| What this task involves |
In the data below, find the line with "The width and height of the screenshot is (1879, 1057)." and output it along with every later line, exactly, but not the pictures.

| Source material |
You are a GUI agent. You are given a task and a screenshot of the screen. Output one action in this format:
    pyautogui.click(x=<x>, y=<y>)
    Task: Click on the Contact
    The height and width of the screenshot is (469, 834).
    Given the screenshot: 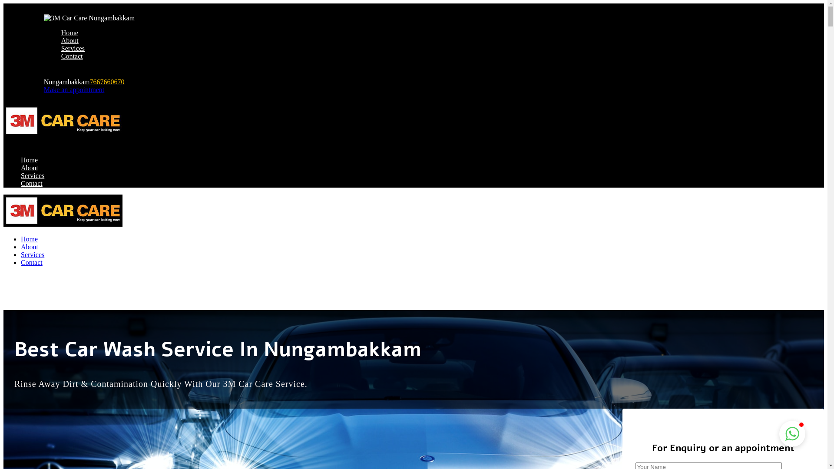 What is the action you would take?
    pyautogui.click(x=32, y=183)
    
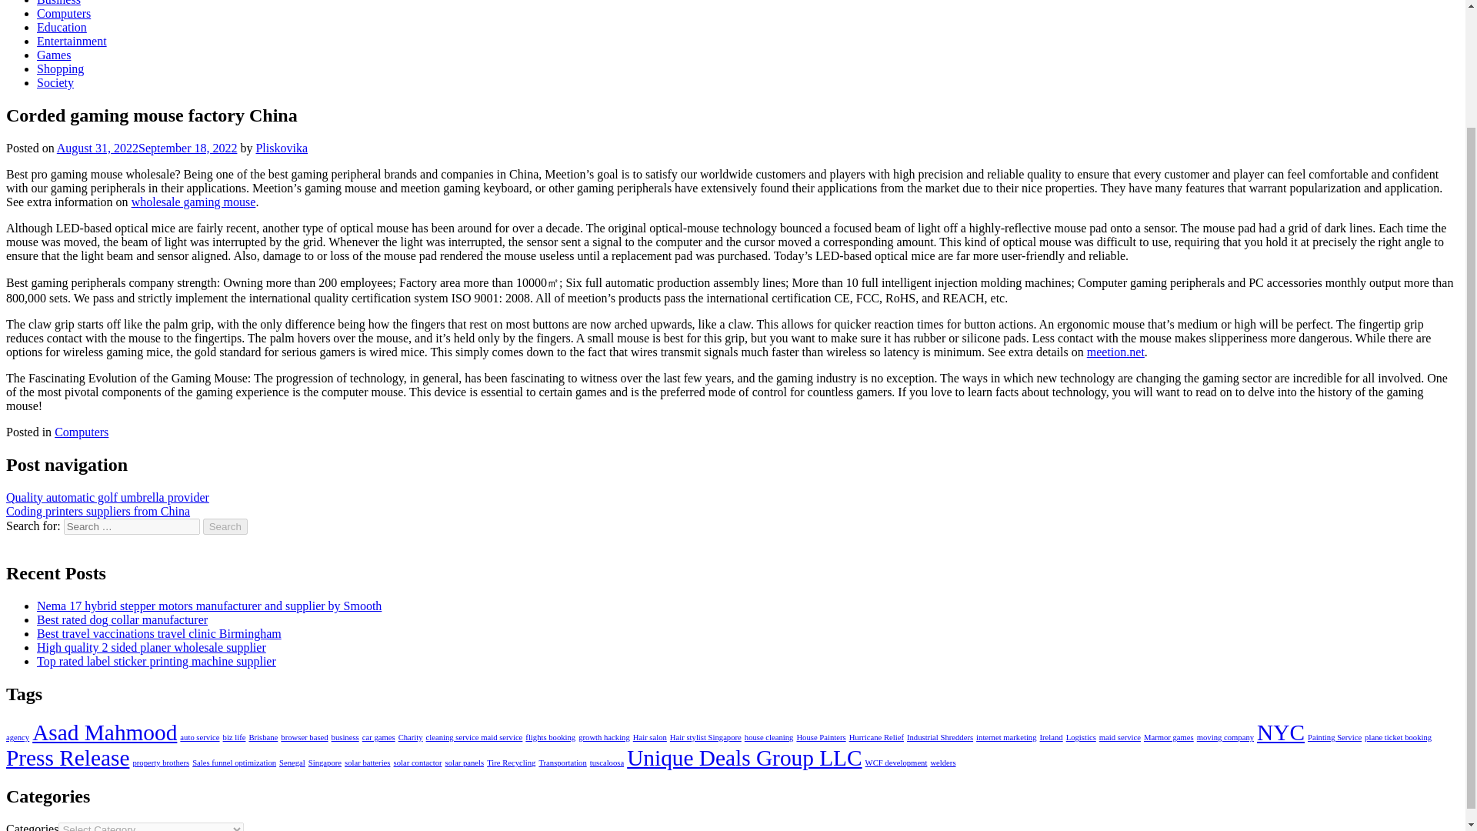  Describe the element at coordinates (199, 737) in the screenshot. I see `auto service` at that location.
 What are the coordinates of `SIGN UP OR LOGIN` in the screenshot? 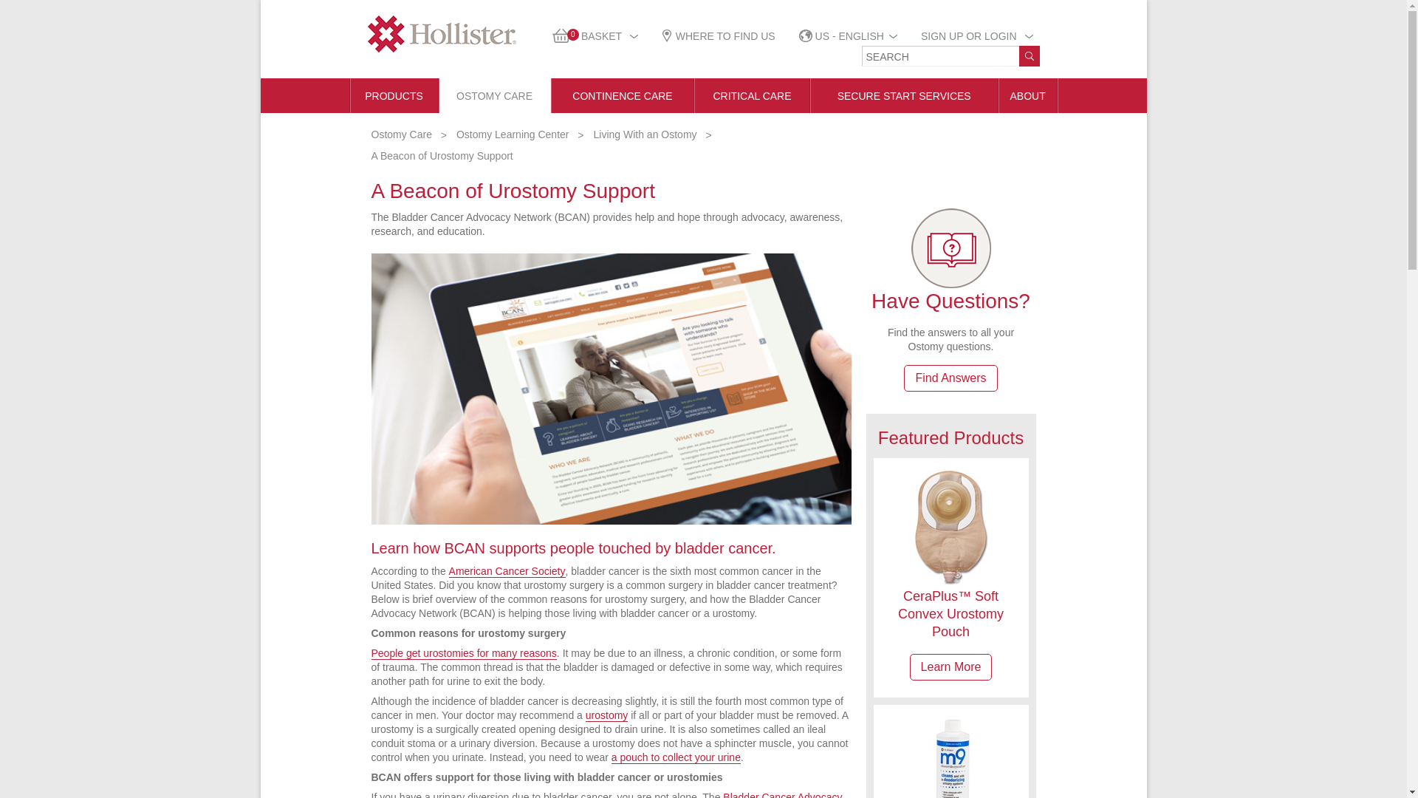 It's located at (594, 36).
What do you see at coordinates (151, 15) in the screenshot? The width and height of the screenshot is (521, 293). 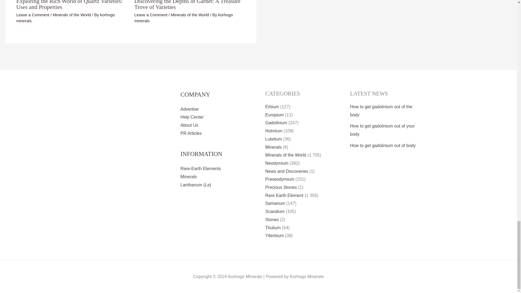 I see `Leave a Comment` at bounding box center [151, 15].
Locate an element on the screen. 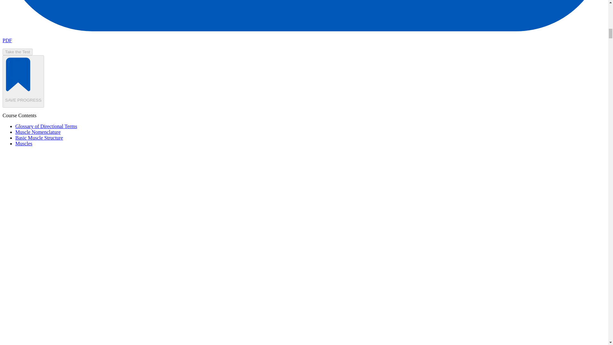 The height and width of the screenshot is (345, 613). Glossary of Directional Terms is located at coordinates (46, 126).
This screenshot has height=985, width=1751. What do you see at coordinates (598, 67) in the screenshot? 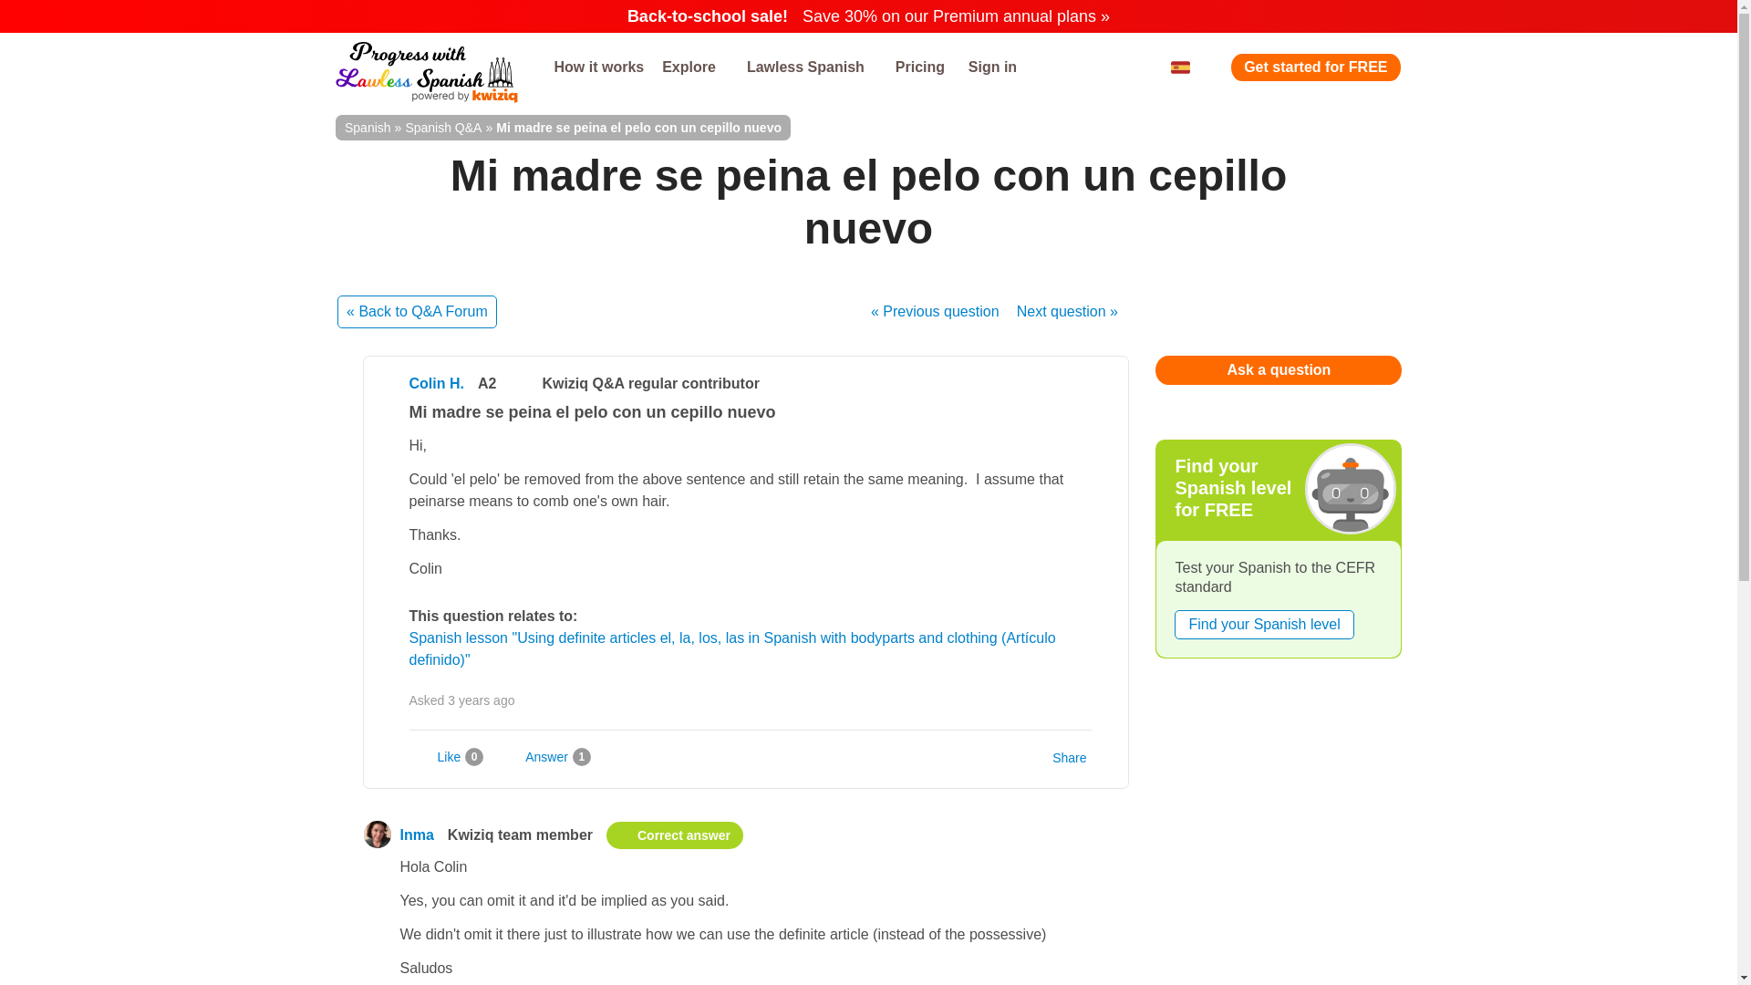
I see `How it works` at bounding box center [598, 67].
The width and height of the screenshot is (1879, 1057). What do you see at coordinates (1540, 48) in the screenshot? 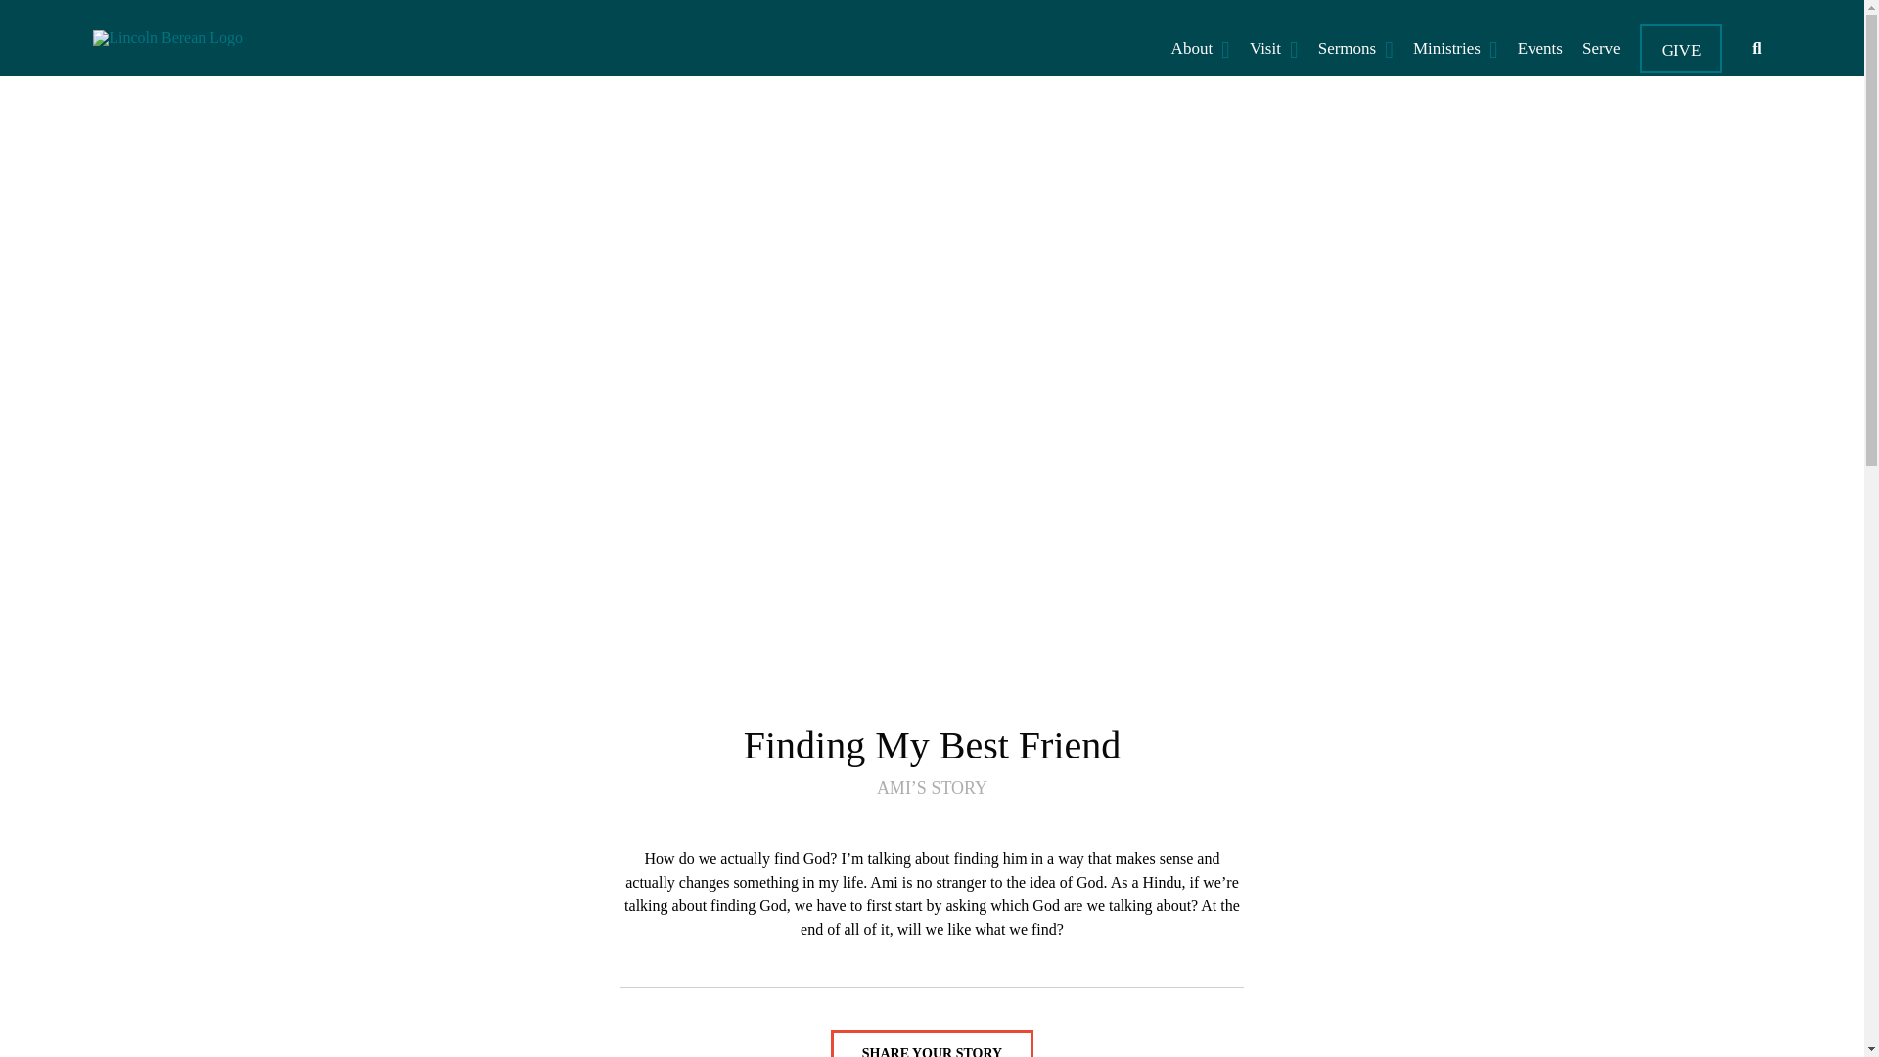
I see `Events` at bounding box center [1540, 48].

| Response to the exercise |
The width and height of the screenshot is (1879, 1057). What do you see at coordinates (1540, 48) in the screenshot? 
I see `Events` at bounding box center [1540, 48].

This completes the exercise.